Friday, September 15, 2017

FBI Still Keeping Secrets on J.B. Stoner — Suspected Mastermind of 1963 Church Bombing in Birmingham That Killed 4 Girls



By Stuart Wexler

The conventional narrative for the tragedy that struck Birmingham a half century ago today is straightforward. On the morning of September 15, 1963, a bomb exploded at the 16th Street Baptist Church, wounding 22 parishioners and killing four young girls. The bombing conspirators escaped justice at the time because FBI Director J. Edgar Hoover feared that cooperating with local law enforcement would expose their sources and methods to a racist Birmingham police force, compromising the chance for a federal prosecution.

Years later, Alabama Attorney General William Baxley embarrassed the FBI in the press, eventually leading agents to share some of the files and helping convict one of the bombers, Robert “Dynamite Bob” Chambliss in 1977.

In the mid-1990s, the case was reopened, this time with the Feds leading the investigation. Tapes that Baxley never heard were used as evidence against two other conspirators, Tommy Blanton and Bobby Frank Cherry, who went to prison in the 2000s. It took 40 years, the story goes, but the case is now closed.

If only it were true. There is little doubt that the men who went to prison and their associates were guilty of the bombing, but newly obtained information suggests there is much more to the story.

It turns out the FBI has yet to reveal many of the documents regarding the white supremacist leader that authorities suspected masterminded the bombing, J.B. Stoner, despite him dying in 2005.

There were many reasons why Stoner became a suspect in the bombing. Stoner co-founded one of the most militant white supremacist organizations in the country, the National States Rights Party (NSRP), a group headquartered in Birmingham and connected to much of the violent pro-segregationist agitation in the city. Law enforcement officials suspected Stoner as having orchestrated a wave of coordinated bombings and attempted bombings against black and Jewish targets in the 1950s. This included the 1958 bombing of Birmingham civil rights activist Rev. Fred Shuttlesworth’s church — a bombing he was convicted of in 1980.

In 1963, Stoner was investigated in connection with several bombings, as the NSRP began to associate more and more with the violent Eastview Klavern number 13, whose members included Chambliss, Blanton and Cherry.

The FBI received reports that Stoner trained the Eastview group — who met secretly by a bridge near the Cahaba River — in bomb-making techniques. They also received information that Stoner met with Chambliss before and after the bombing. From the start, Stoner was a top suspect for both the Birmingham police and for the FBI.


WORK TO BE COMPLETED
Make an exact copy of all the records, one that contains none of the pictures.

Source data
------------

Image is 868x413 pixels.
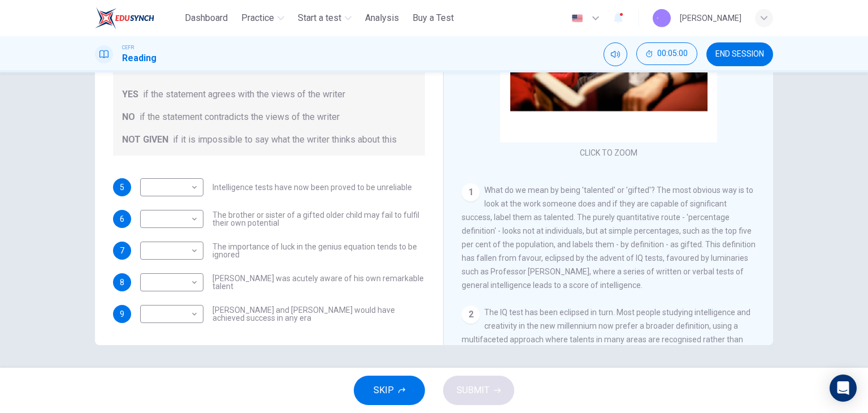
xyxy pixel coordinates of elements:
[173,133,396,147] span: if it is impossible to say what the writer thinks about this
[652,9,671,27] img: Profile picture
[461,306,480,323] div: 2
[413,11,454,25] span: Buy a Test
[365,11,399,25] span: Analysis
[461,184,480,201] div: 1
[657,49,688,58] span: 00:05:00
[212,243,425,258] span: The importance of luck in the genius equation tends to be ignored
[120,184,124,191] span: 5
[241,11,274,25] span: Practice
[679,11,741,25] div: [PERSON_NAME]
[122,110,135,124] span: NO
[212,184,412,191] span: Intelligence tests have now been proved to be unreliable
[570,14,584,23] img: en
[237,8,288,28] button: Practice
[294,8,356,28] button: Start a test
[706,42,773,66] button: END SESSION
[122,133,169,147] span: NOT GIVEN
[353,375,425,405] button: SKIP
[185,11,228,25] span: Dashboard
[120,310,124,318] span: 9
[461,186,756,289] span: What do we mean by being 'talented' or 'gifted'? The most obvious way is to look at the work some...
[212,275,425,290] span: [PERSON_NAME] was acutely aware of his own remarkable talent
[140,110,339,124] span: if the statement contradicts the views of the writer
[95,7,155,30] img: ELTC logo
[715,50,764,58] span: END SESSION
[636,42,697,65] button: 00:05:00
[120,215,124,223] span: 6
[461,308,755,412] span: The IQ test has been eclipsed in turn. Most people studying intelligence and creativity in the ne...
[636,42,697,66] div: Hide
[408,8,458,28] button: Buy a Test
[373,382,394,398] span: SKIP
[95,7,180,30] a: ELTC logo
[212,211,425,226] span: The brother or sister of a gifted older child may fail to fulfil their own potential
[298,11,341,25] span: Start a test
[120,246,124,255] span: 7
[143,87,345,101] span: if the statement agrees with the views of the writer
[120,278,124,286] span: 8
[830,375,856,401] div: Open Intercom Messenger
[180,8,232,28] button: Dashboard
[360,8,404,28] button: Analysis
[122,87,138,101] span: YES
[122,52,157,65] h1: Reading
[122,44,134,52] span: CEFR
[212,306,425,322] span: [PERSON_NAME] and [PERSON_NAME] would have achieved success in any era
[603,42,627,66] div: Mute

------------

RESPONSE BELOW
Image is 868x413 pixels.
xyxy pixel coordinates of elements:
[173,133,396,147] span: if it is impossible to say what the writer thinks about this
[652,9,671,27] img: Profile picture
[461,306,480,323] div: 2
[413,11,454,25] span: Buy a Test
[365,11,399,25] span: Analysis
[461,184,480,201] div: 1
[657,49,688,58] span: 00:05:00
[212,243,425,258] span: The importance of luck in the genius equation tends to be ignored
[120,184,124,191] span: 5
[241,11,274,25] span: Practice
[679,11,741,25] div: [PERSON_NAME]
[122,110,135,124] span: NO
[212,184,412,191] span: Intelligence tests have now been proved to be unreliable
[570,14,584,23] img: en
[237,8,288,28] button: Practice
[294,8,356,28] button: Start a test
[706,42,773,66] button: END SESSION
[122,133,169,147] span: NOT GIVEN
[353,375,425,405] button: SKIP
[185,11,228,25] span: Dashboard
[120,310,124,318] span: 9
[461,186,756,289] span: What do we mean by being 'talented' or 'gifted'? The most obvious way is to look at the work some...
[212,275,425,290] span: [PERSON_NAME] was acutely aware of his own remarkable talent
[140,110,339,124] span: if the statement contradicts the views of the writer
[95,7,155,30] img: ELTC logo
[715,50,764,58] span: END SESSION
[636,42,697,65] button: 00:05:00
[120,215,124,223] span: 6
[461,308,755,412] span: The IQ test has been eclipsed in turn. Most people studying intelligence and creativity in the ne...
[636,42,697,66] div: Hide
[408,8,458,28] button: Buy a Test
[373,382,394,398] span: SKIP
[95,7,180,30] a: ELTC logo
[212,211,425,226] span: The brother or sister of a gifted older child may fail to fulfil their own potential
[298,11,341,25] span: Start a test
[120,246,124,255] span: 7
[143,87,345,101] span: if the statement agrees with the views of the writer
[120,278,124,286] span: 8
[830,375,856,401] div: Open Intercom Messenger
[180,8,232,28] button: Dashboard
[360,8,404,28] button: Analysis
[122,87,138,101] span: YES
[122,52,157,65] h1: Reading
[122,44,134,52] span: CEFR
[212,306,425,322] span: [PERSON_NAME] and [PERSON_NAME] would have achieved success in any era
[603,42,627,66] div: Mute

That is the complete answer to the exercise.